SDK layer (on-device). The Open Wearables mobile SDK runs inside your iOS app. It requests HealthKit permissions, reads the relevant data types, and pushes records to your backend at POST {host}/api/v1/sdk/users/{userId}/sync. Background sync is handled by the SDK including automatic token refresh and retry logic. Credentials are stored in Keychain on iOS.
Backend normalization layer (self-hosted). The Open Wearables backend receives raw HealthKit payloads, normalizes them into a unified schema, deduplicates records by external_id, and makes them available through a consistent REST API.
Backend Setup: Token Generation
Your backend generates a token pair for each user:
POST /api/v1/users/{user_id}/token
This returns an access_token and a refresh_token.
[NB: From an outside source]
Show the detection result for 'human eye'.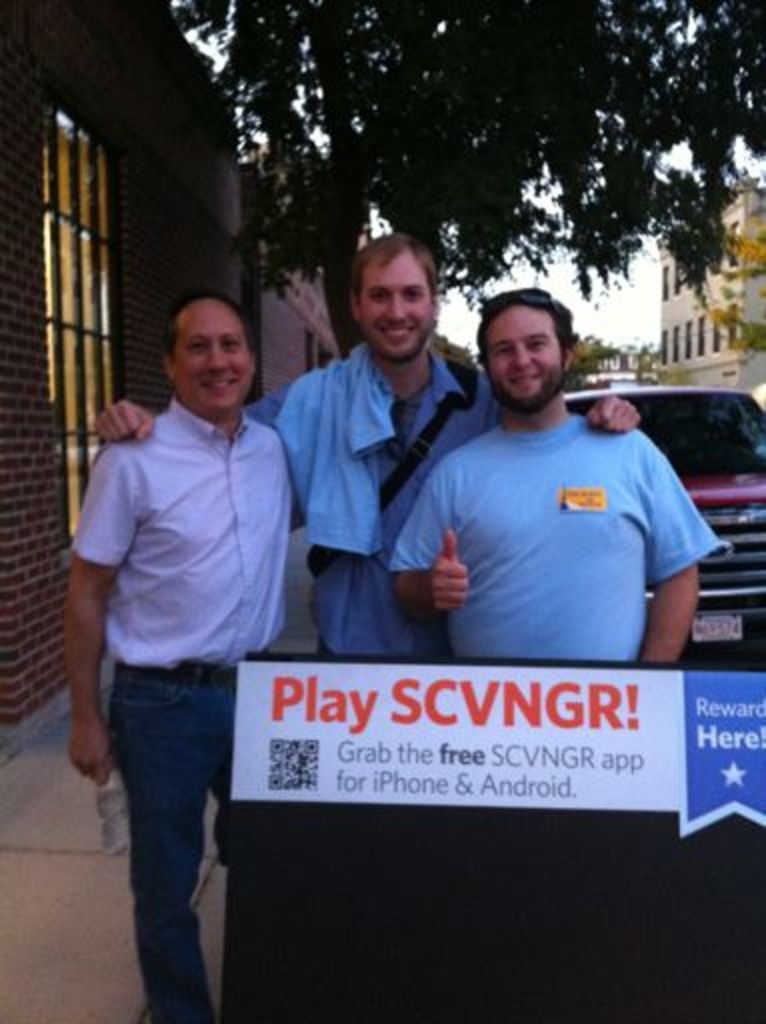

Pass these tokens to the mobile SDK. The SDK handles all subsequent refreshes automatically.
Never embed app_id or app_secret in the mobile app binary. Token generation must happen server-side.
SDK Integration
iOS (Swift)
sdk.configure(host: "https://your-backend.com")
sdk.signIn(
userId: credentials.userId,
accessToken: credentials.accessToken,
refreshToken: credentials.refreshToken
)
sdk.startBackgroundSync(syncDaysBack: 90)
Flutter (Dart)
await OpenWearablesHealthSdk.configure(
host: 'https://your-backend.com',
);
final user = await OpenWearablesHealthSdk.signIn(
userId: credentials['userId'],
accessToken: credentials['accessToken'],
refreshToken: credentials['refreshToken'],
);
await OpenWearablesHealthSdk.startBackgroundSync(syncDaysBack: 90);
The HealthDataType enum covers the data types the SDK will request: steps, heartRate, restingHeartRate, sleep, workout, activeEnergy, bodyMass, and more.
What the Backend Receives and How to Query It
After sync, data is available through the Open Wearables REST API:
GET /api/v1/users/{user_id}/timeseries
GET /api/v1/users/{user_id}/events/workouts
GET /api/v1/users/{user_id}/events/sleep
All responses use a normalized schema regardless of the source provider.
XML Import Path
Apple allows users to export their full Health history as an XML archive.
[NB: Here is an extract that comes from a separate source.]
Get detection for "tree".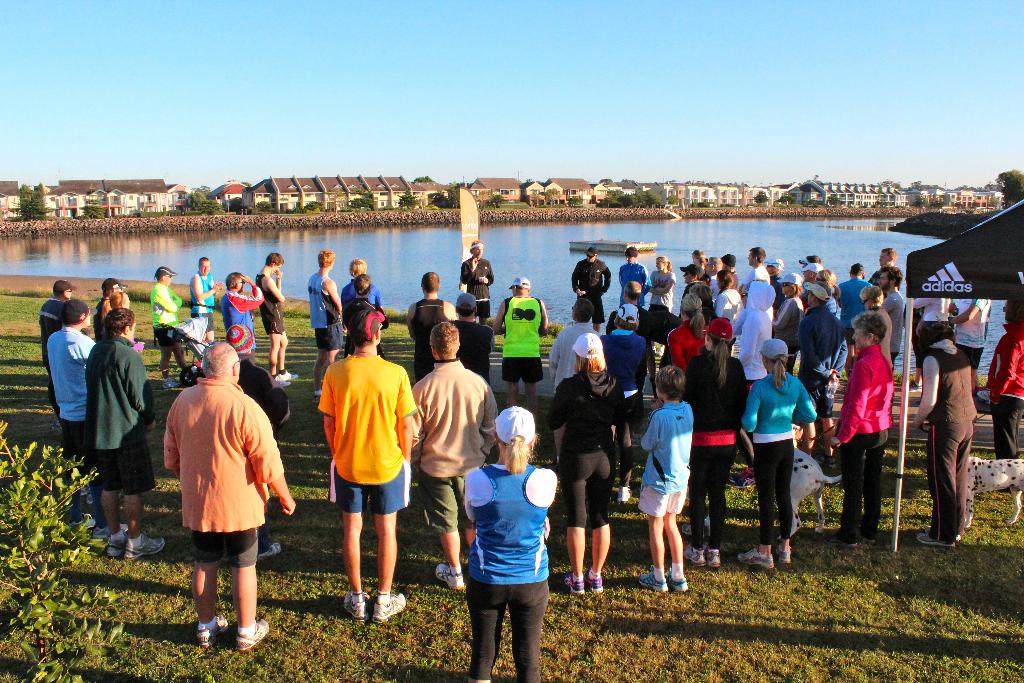
Detection: 349,195,375,211.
Small files (under 10 MB):
POST /api/v1/users/{user_id}/import/apple/xml/direct
Large files:
POST /api/v1/users/{user_id}/import/apple/xml/s3
The S3 endpoint accepts filename (max 200 chars), expiration_seconds (60-3600), max_file_size (default 50 MB). Import processing is asynchronous. Records with the same external_id will not be duplicated.
Quickstart
git clone https://github.com/the-momentum/open-wearables
cd open-wearables
docker compose up -d
API at http://localhost:8000. Auth via X-Open-Wearables-API-Key header.
See Related Articles
- How to integrate Apple Health data into your app
- Getting Apple Health data into your backend
- How to sync wearable data from multiple devices
- How to normalize wearable data across providers
- Wearable API integration: comparing SaaS, custom build, and open source
FAQ
Is there a way to access Apple Health API data without a mobile SDK?
No. Apple does not provide a server-side API for HealthKit data. Open Wearables handles the SDK side of this; you embed it into your existing iOS app.
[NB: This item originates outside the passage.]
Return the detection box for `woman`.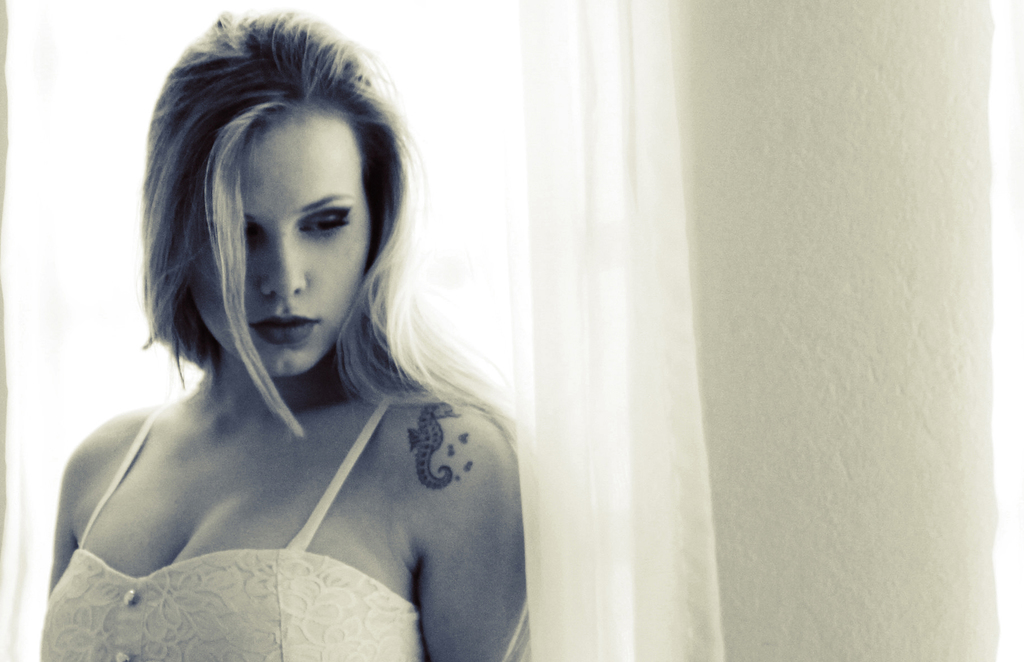
region(43, 61, 480, 661).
What happens if the user's phone is offline when a sync is scheduled?
The SDK queues pending syncs locally and retries when connectivity is restored. Background sync is managed by iOS's background task scheduling.
Does Open Wearables support Android alongside iOS?
Yes. The Android SDK reads from Google Health Connect using the same token flow and backend endpoint. Apple Health specifically is iOS-only.
How does deduplication work across multiple sync sessions?
Each health record has an external_id derived from HealthKit's internal UUID. When the SDK sends a batch, the backend checks whether a record with that external_id already exists. If it does, the record is skipped.
Can I control which health data types the SDK requests access to?
Yes. You configure the set of HealthDataType values during SDK initialization. The SDK will only request HealthKit permissions for the types you specify.